WORK REQUEST: Write the listing out again word for word, skipping each picture.

┌──

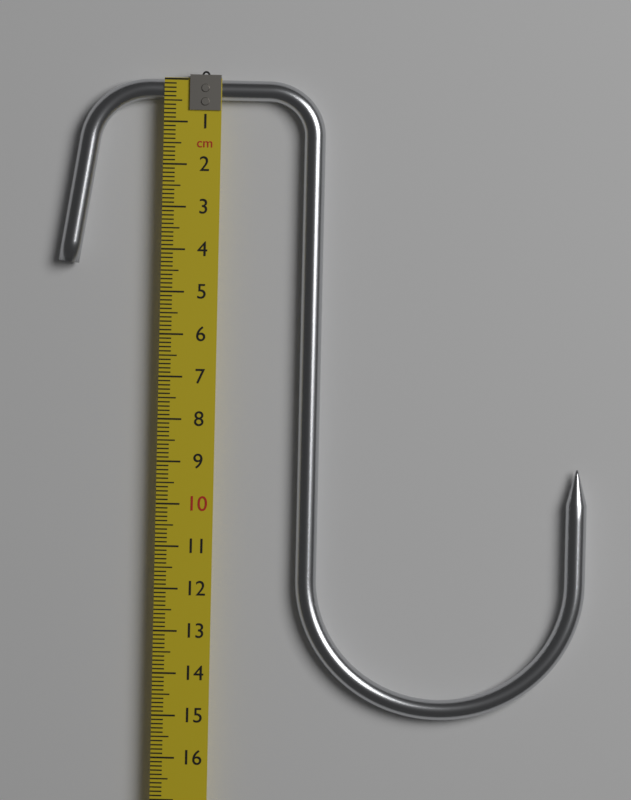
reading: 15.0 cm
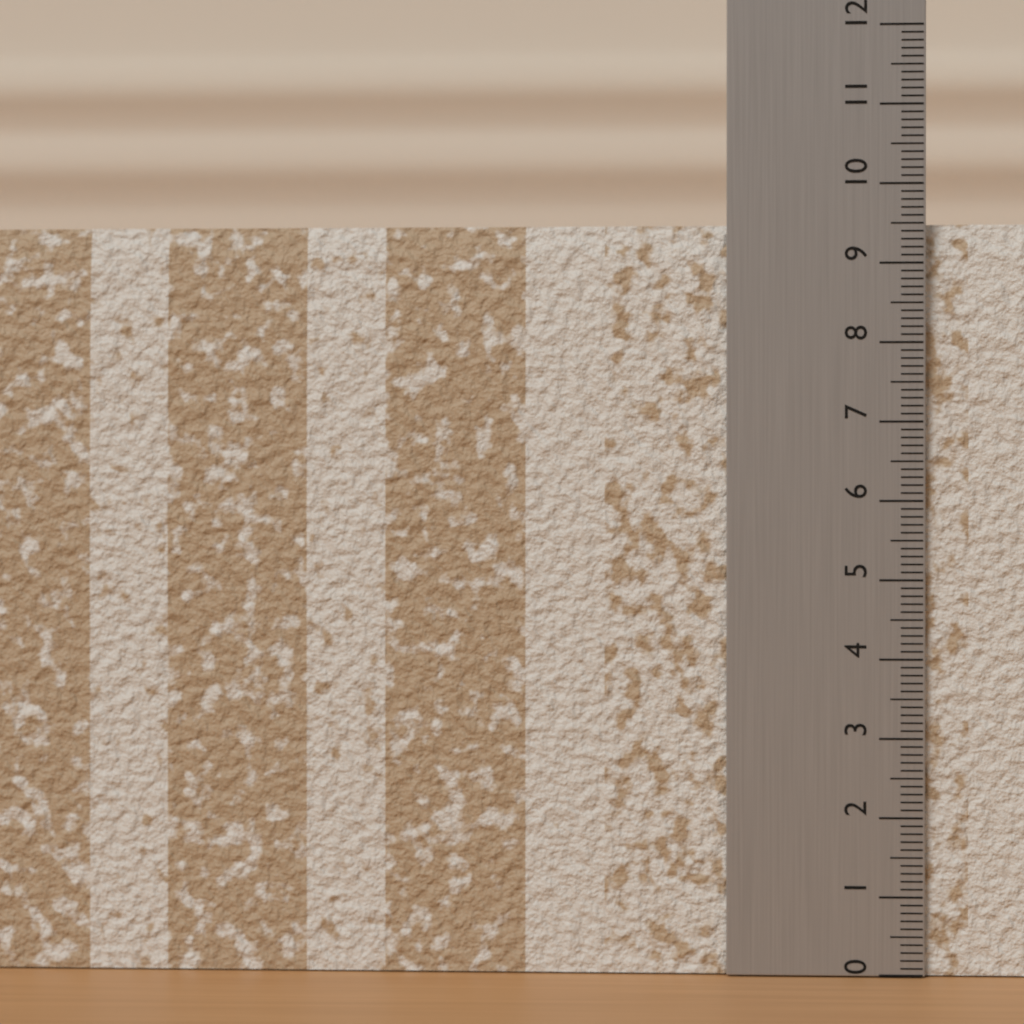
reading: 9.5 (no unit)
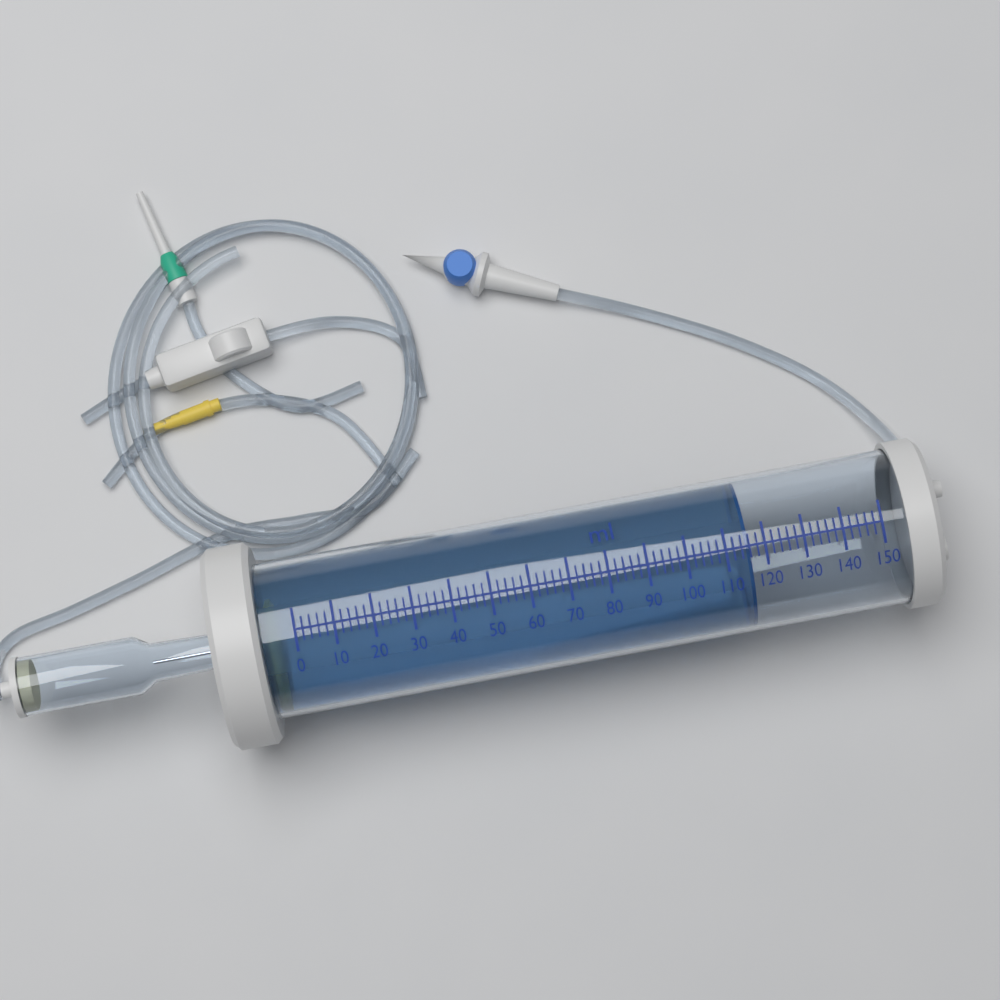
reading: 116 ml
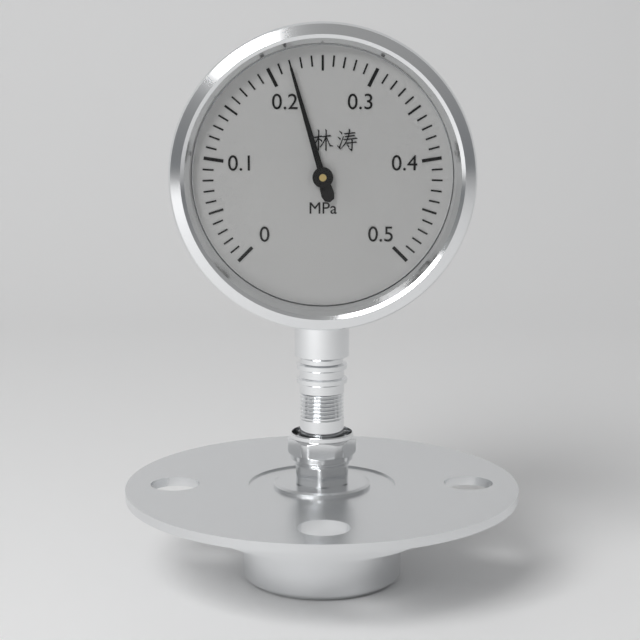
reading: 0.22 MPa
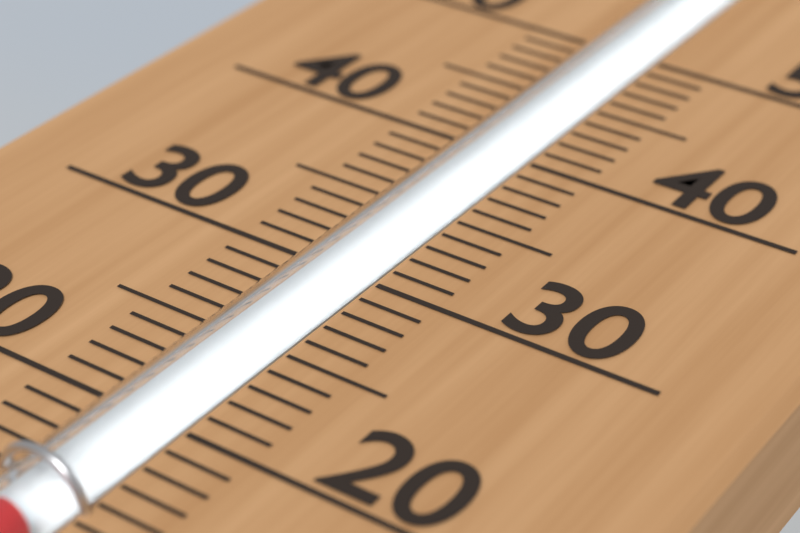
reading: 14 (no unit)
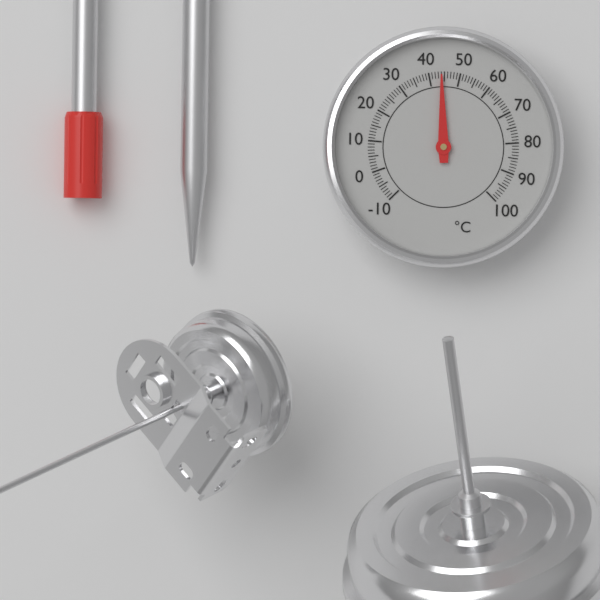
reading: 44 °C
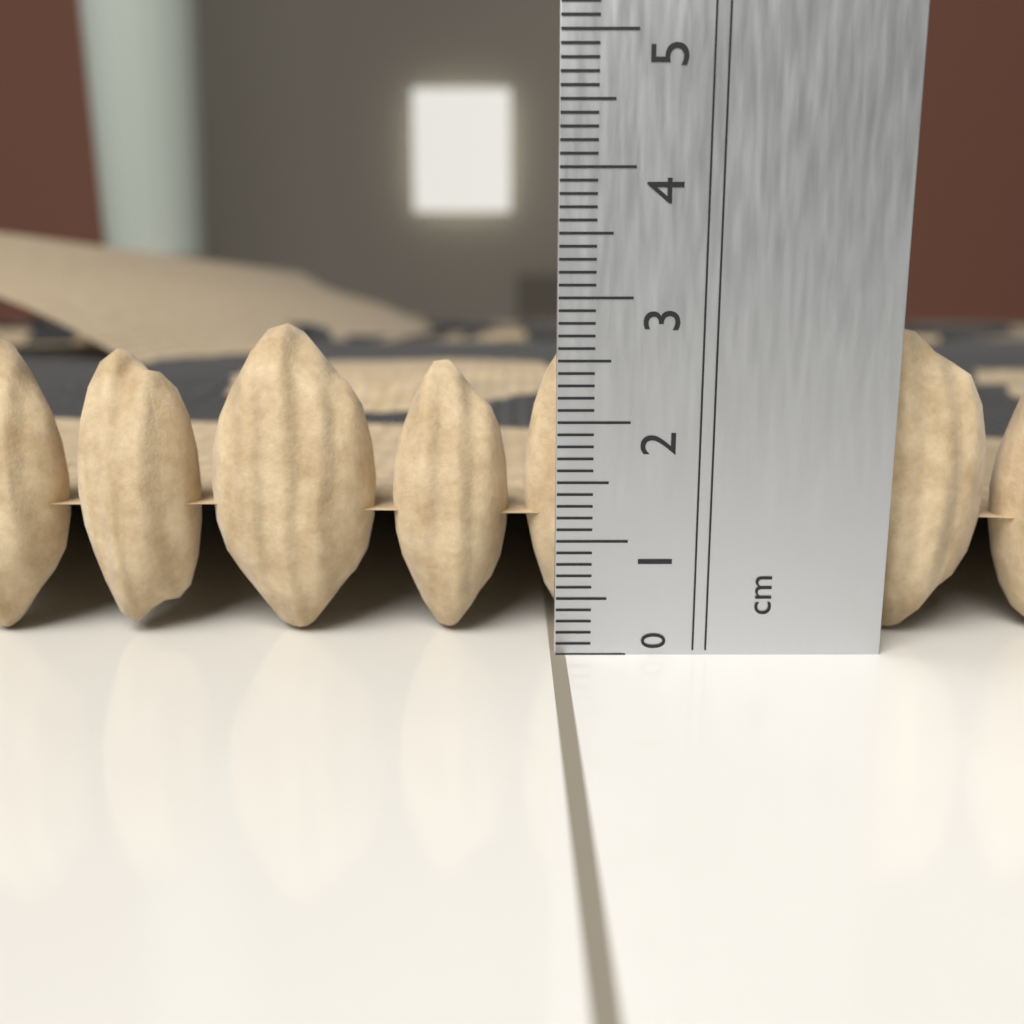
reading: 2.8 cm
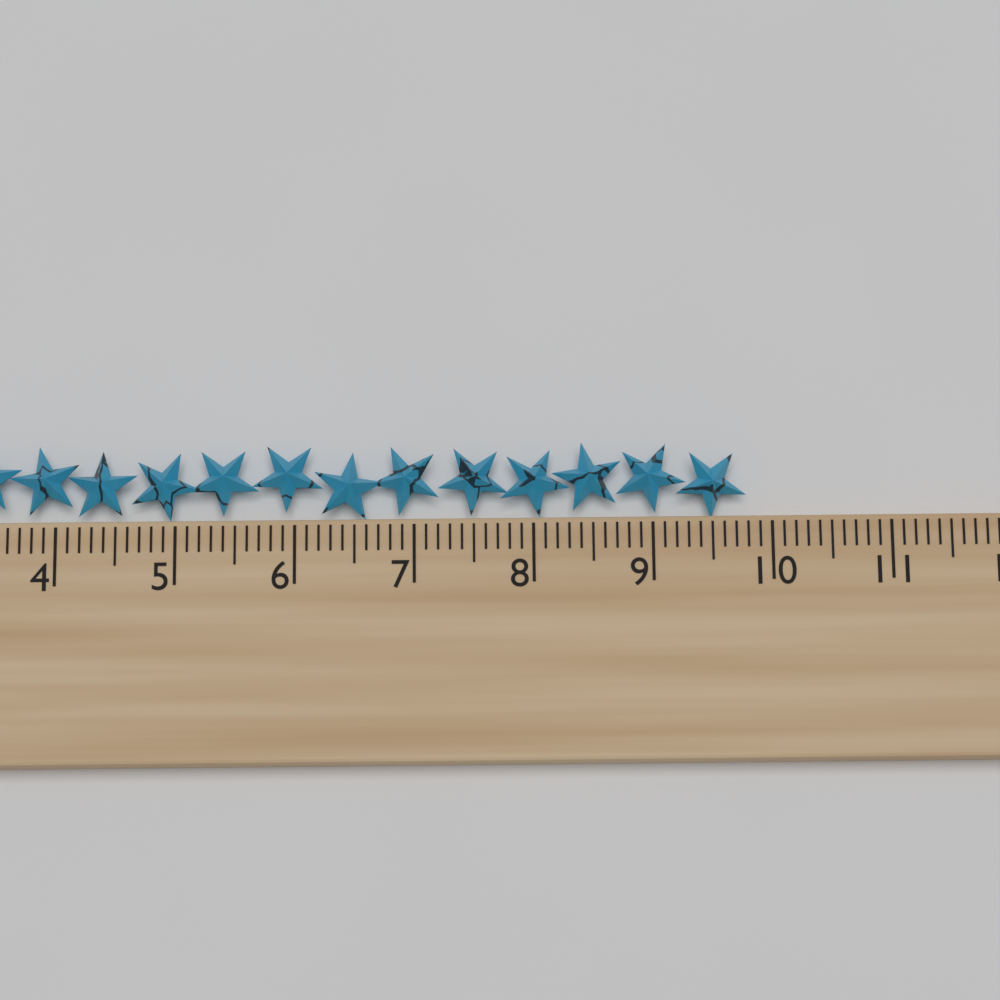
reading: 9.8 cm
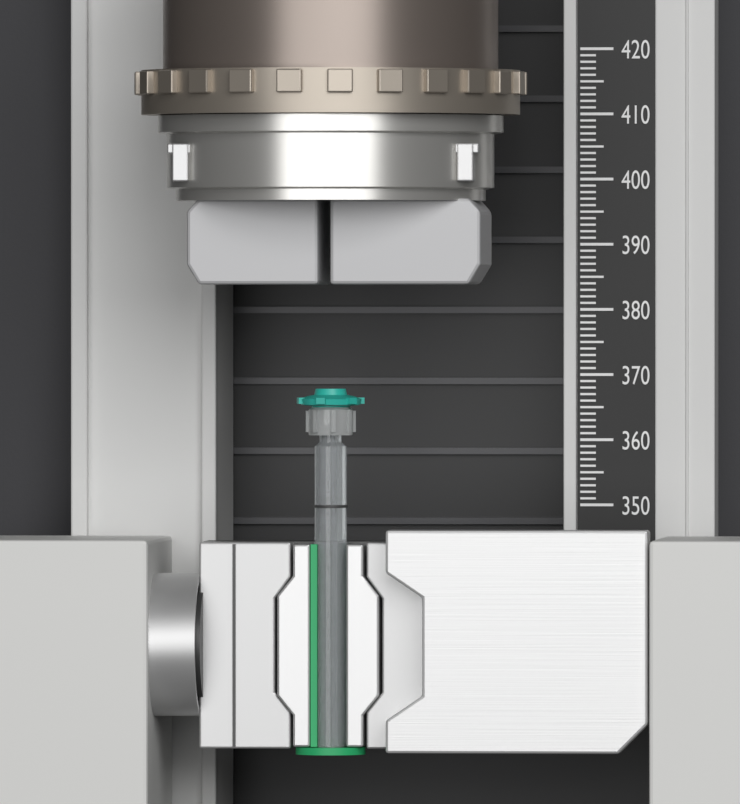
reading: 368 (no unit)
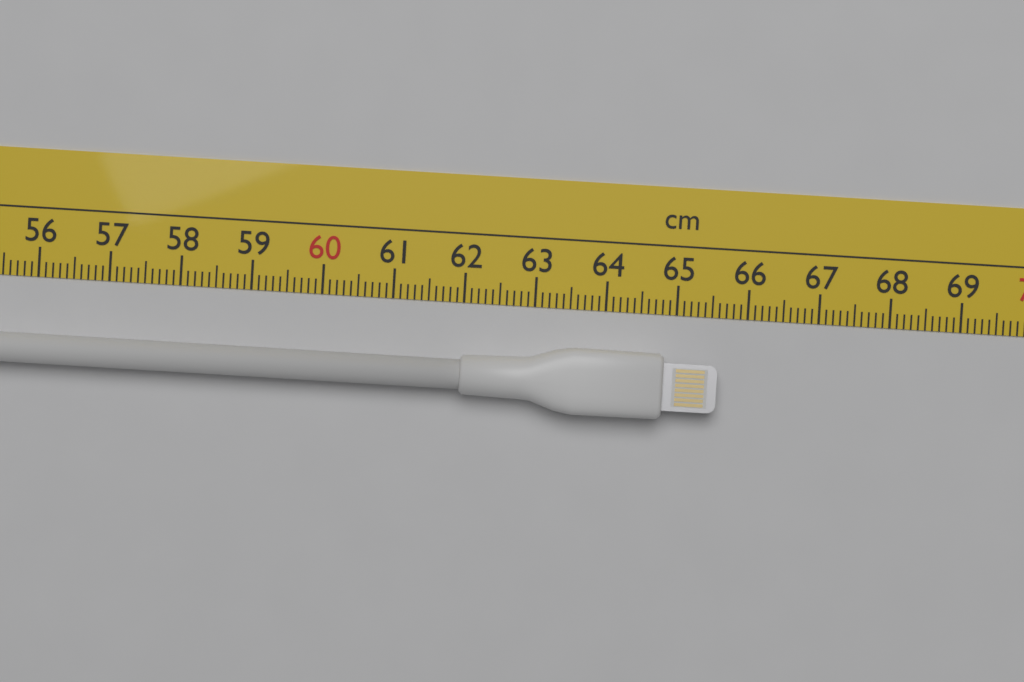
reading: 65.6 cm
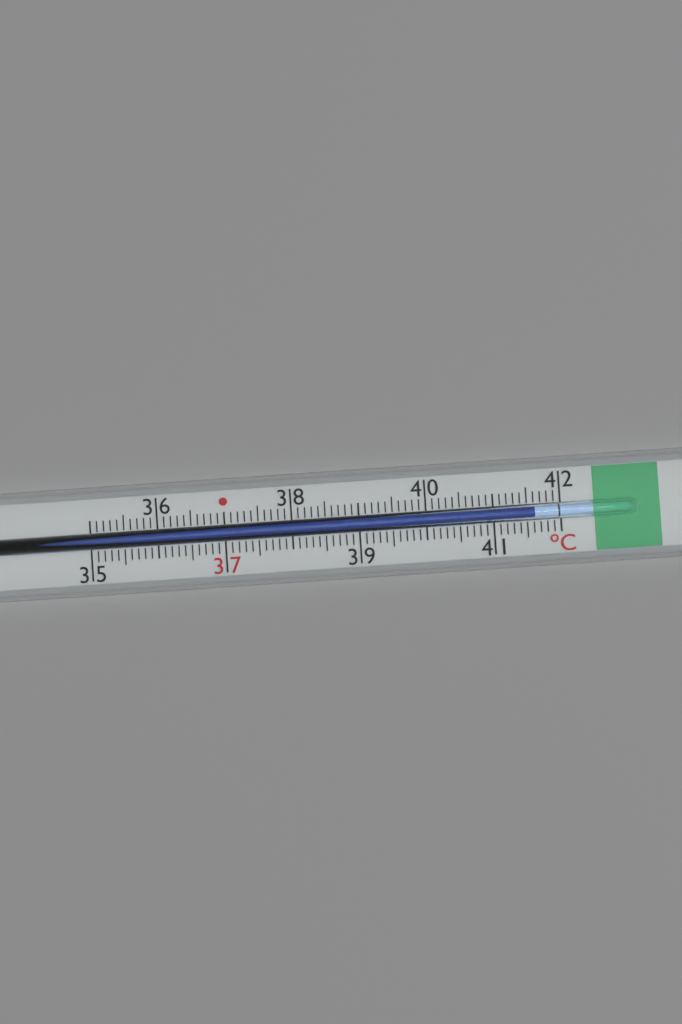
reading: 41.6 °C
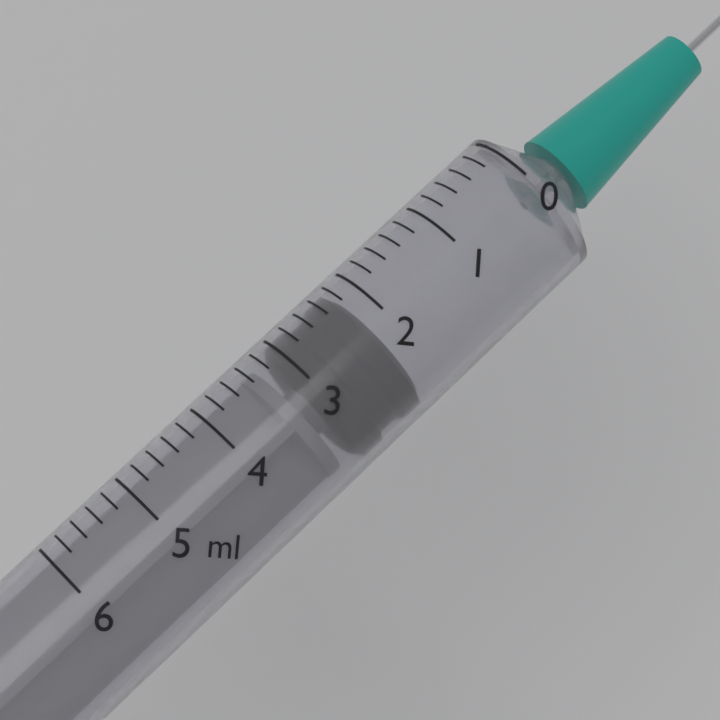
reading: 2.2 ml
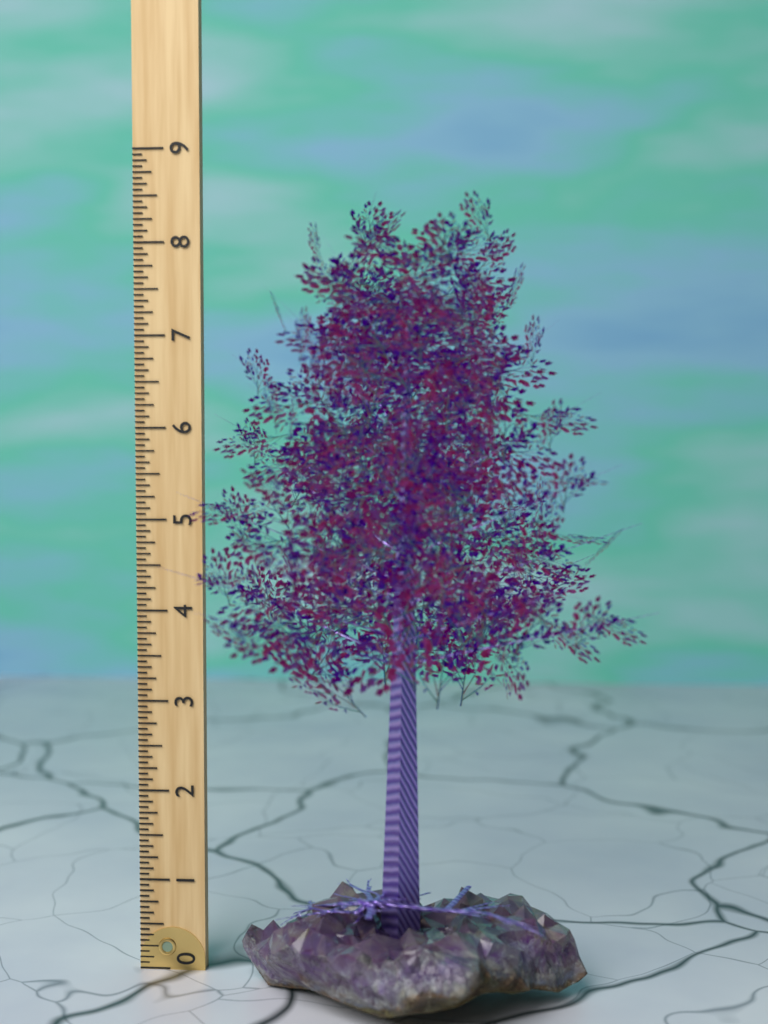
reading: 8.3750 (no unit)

└──

REPLY:
reading: 15.0 cm
reading: 9.5 (no unit)
reading: 116 ml
reading: 0.22 MPa
reading: 14 (no unit)
reading: 44 °C
reading: 2.8 cm
reading: 9.8 cm
reading: 368 (no unit)
reading: 65.6 cm
reading: 41.6 °C
reading: 2.2 ml
reading: 8.3750 (no unit)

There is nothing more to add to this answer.